In the hours after Iranian-born Nasim Aghdam’s shooting attack on the YouTube headquarters, when she wounded three people and killed herself, figures from the pro-Trump alt-right in the US were quick to associate her with radical Islam. But in fact, her own posts suggest she was critical of radical Islam, skeptical of Iran’s religious regime and not a Muslim herself.
Aghdam’s Instagram and Facebook accounts were taken down soon after the attack, although her Telegram channel (in Persian) was still online on Wednesday. But conservative commentators managed to make framegrabs of many of her posts.
Laura Loomer, a 24-year-old right-wing activist with 138,000 followers on Twitter, tweeted a screenshot of a video Aghdam had posted on Instagram, saying it suggested she was an “Iranian terrorist… making an #ISIS salute.” There’s no trace of Aghdam saying anything about the Islamic State group organisation.

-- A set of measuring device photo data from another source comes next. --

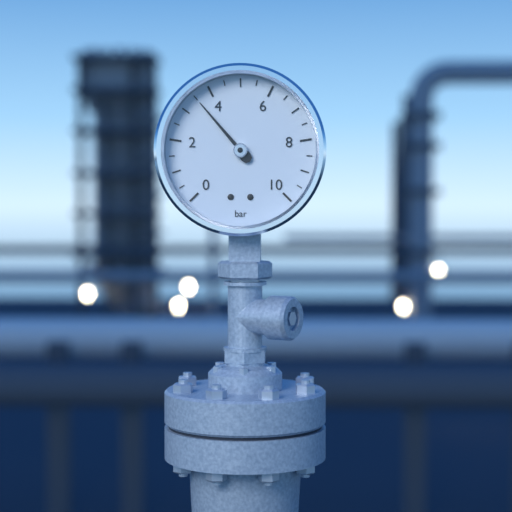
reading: 3.5 bar
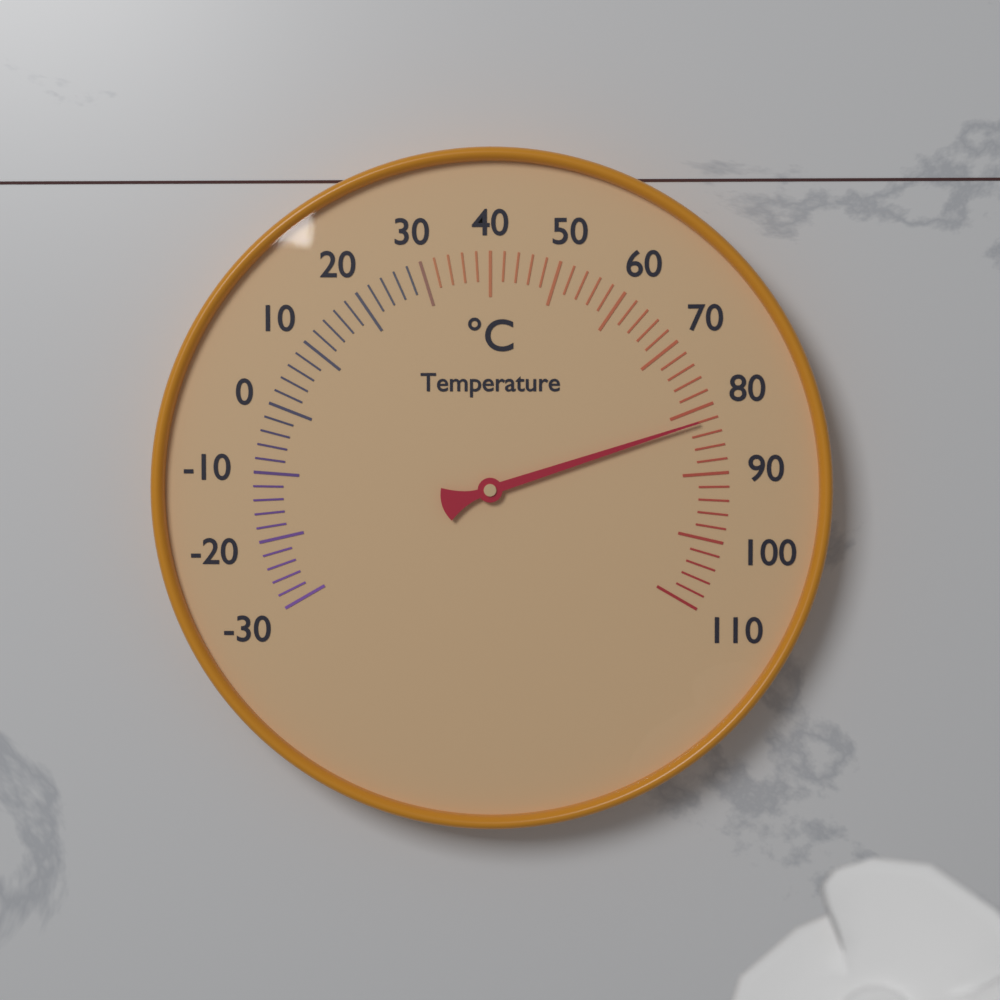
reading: 82 °C
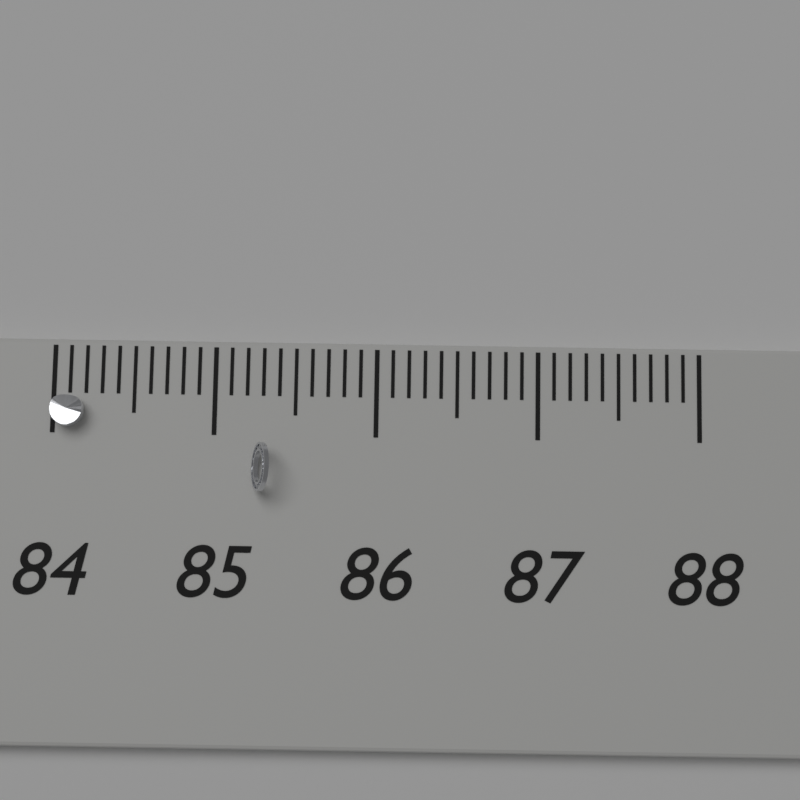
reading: 84.2 (no unit)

In fact, Aghdam is mocking radical Islam in her Instagram post. Loomer, who describes herself as an investigative journalist, quotes the first line of Aghdam’s caption, “Do I look good in hijab!”, but does not translate the rest of her text, which includes the hashtags in Persian “#compulsory_hijab” “Saudi Arabia.”, suggesting that she is critical of compulsory hijab for women.
Aghdam had written a blog post and pulished two videos (and wrote extensively) about the Bahai religion, whose followers suffer persecution in many Muslim countries. The website Interfaith Vegan Alliance described her in her bio as a “Bahai activist”.
The last photos that Aghdam published on her Telegram channel, her only social media account still online Wednesday, showed her with bare arms, clearly not Islamic hijab.
Jacob Wohl, the 20-year-old editor of alt-right publication The Washington Reporter, tweeted two other images Aghdam had posted. In one Tweet he called her an “Arab woman”; in fact she was born in Iran, which is not an Arab country.
In another tweet, Wohl posted an image Aghdam had made showing herself in a stylised military uniform. He said she “bragged about serving in the Iranian Military”. She had written, “When I was commander of commandos in Iran-Iraq war” – and this was clearly ironic given that she was nine years old when the 1980-88 war finished, and Iran did not send female soldiers to the front.
Other social media users shared a conspiracy theory that Mashable, the US-based news and tech site, altered the colour of Aghdam’s eyes and skin colour “to make her look white”. In fact Aghdam had posted retouched versions of her photos herself.
This Article posted originaly on France24, here.